When the smallpox vaccine was introduced, some people did not understand how it worked or why it would be of value. Today, physicians are concerned that people who need certain vaccinations are not getting them, and they worry about children who might not be immunized because of unfounded fears about vaccine safety. As with smallpox, there is an effective vaccine to prevent hepatitis B, and two new studies now refute any suggestion that this vaccine can cause or worsen multiple sclerosis, or MS.
The U.S. government's top hepatitis official, other vaccine experts, and the author of one of the studies tell WebMD the findings are "reassuring" and should erase any fears that parents might have about vaccinating their children against hepatitis B. The studies, one from France and one from researchers at Harvard University in Boston, both appear in the Feb. 1 issue of The New England Journal of Medicine.
"What we needed were these kinds of studies that looked to see if there was a true association," says Harold S. Margolis, MD, chief of the hepatitis branch at the CDC in Atlanta. "There doesn't appear to be an association with the hepatitis B vaccine and MS, which was one of the allegations, and there is no evidence that it [worsens] the illness in people who already have MS. It should help in terms of providing information to the public and to patients that this is not something that is causing this particular disease."

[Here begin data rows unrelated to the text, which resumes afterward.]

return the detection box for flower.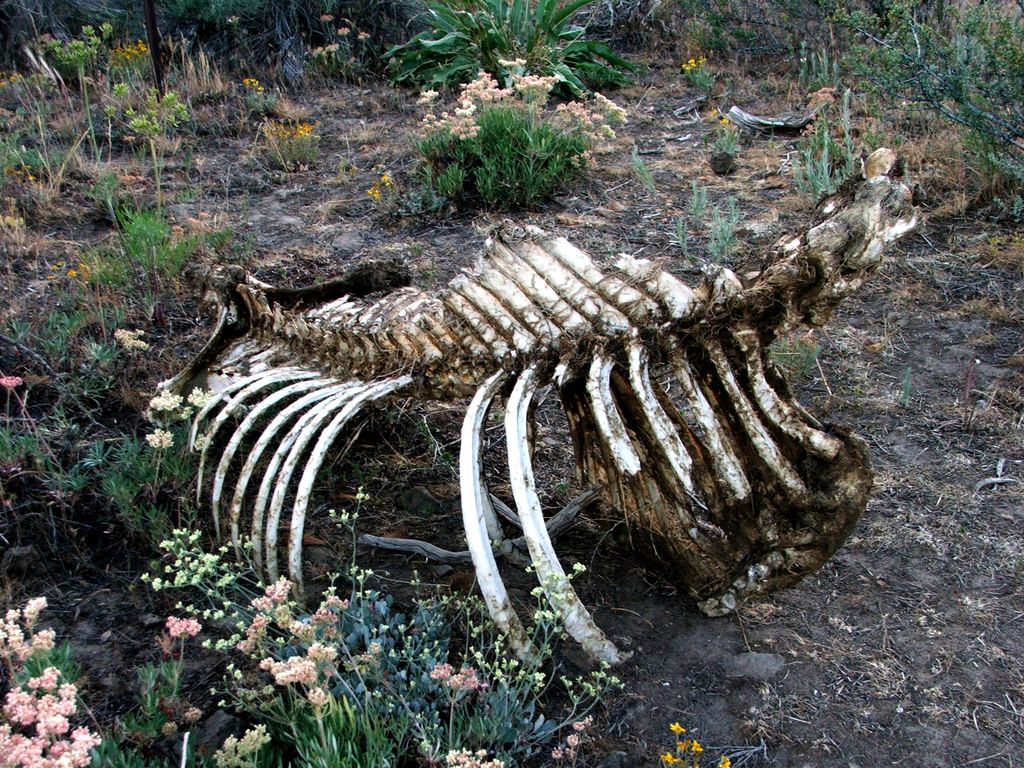
(left=147, top=388, right=186, bottom=408).
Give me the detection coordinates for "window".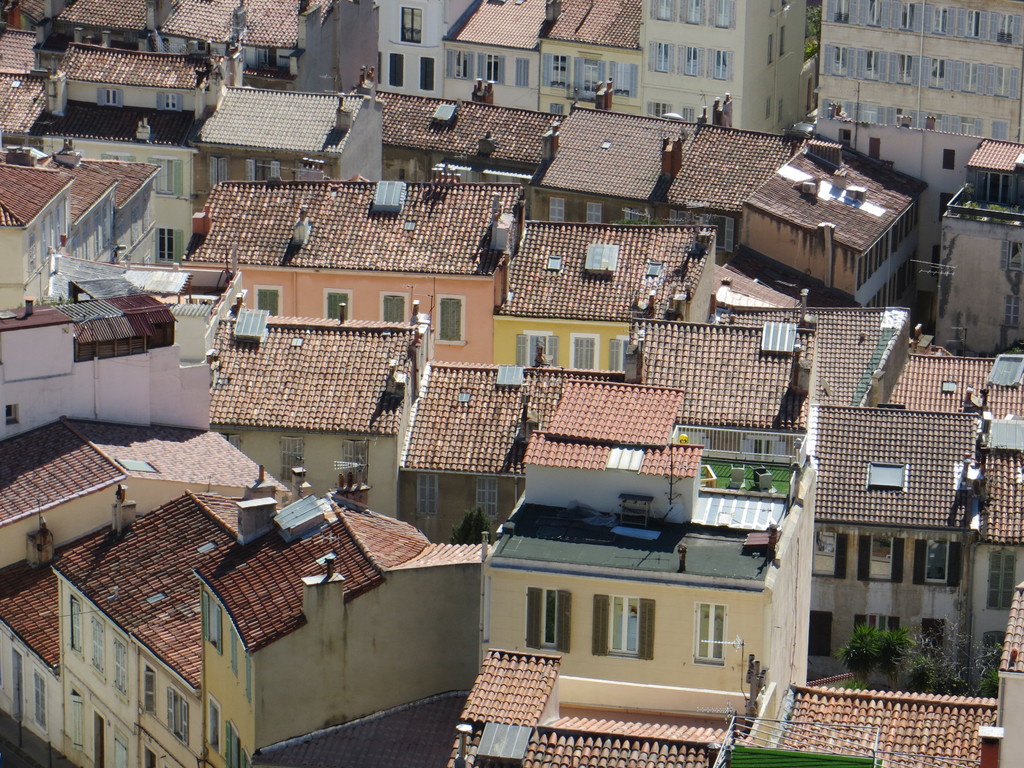
left=228, top=625, right=239, bottom=677.
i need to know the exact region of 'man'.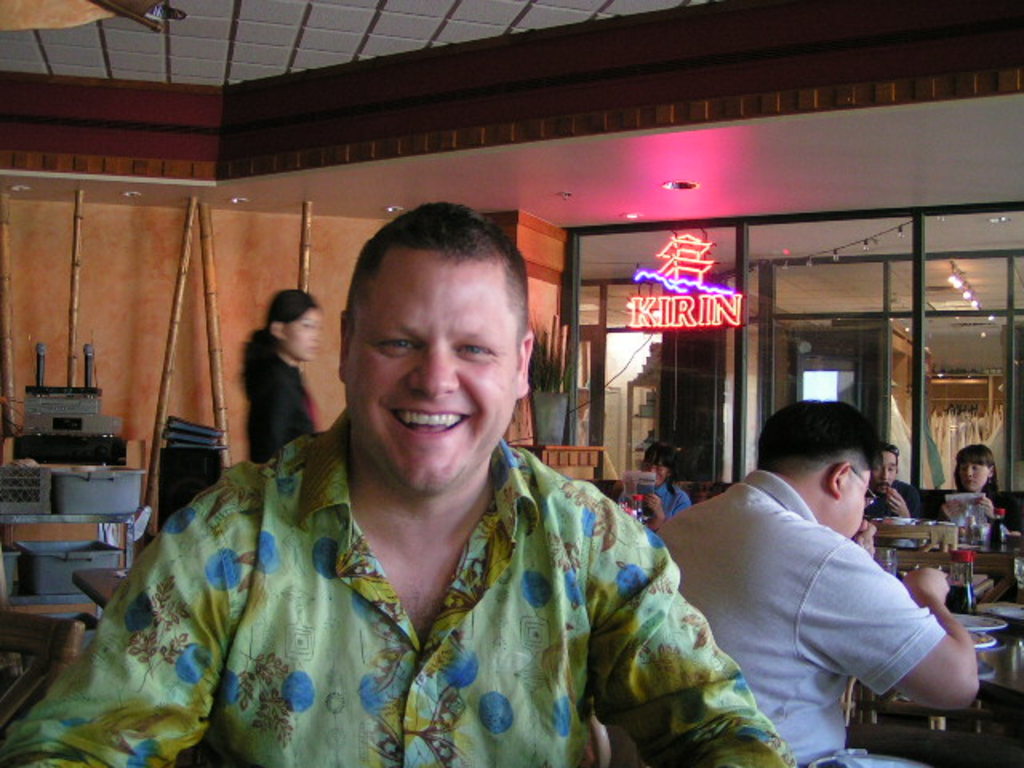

Hepatitis B, carried by a virus, is the leading cause of liver cancer and cirrhosis of the liver. As many as 320,000 U.S. children and adults contract the illness each year, and many do not show the classic symptoms of jaundice, abdominal pain, loss of appetite, and vomiting; but they can still spread the infection. Worldwide, it is estimated that 350 million people are carriers of hepatitis B, and of those, an estimated 65 million will die of liver disease. The disease is spread through contact with infected blood, needles, or sexual encounters. It is 100 times more infectious than HIV, the virus that causes AIDS.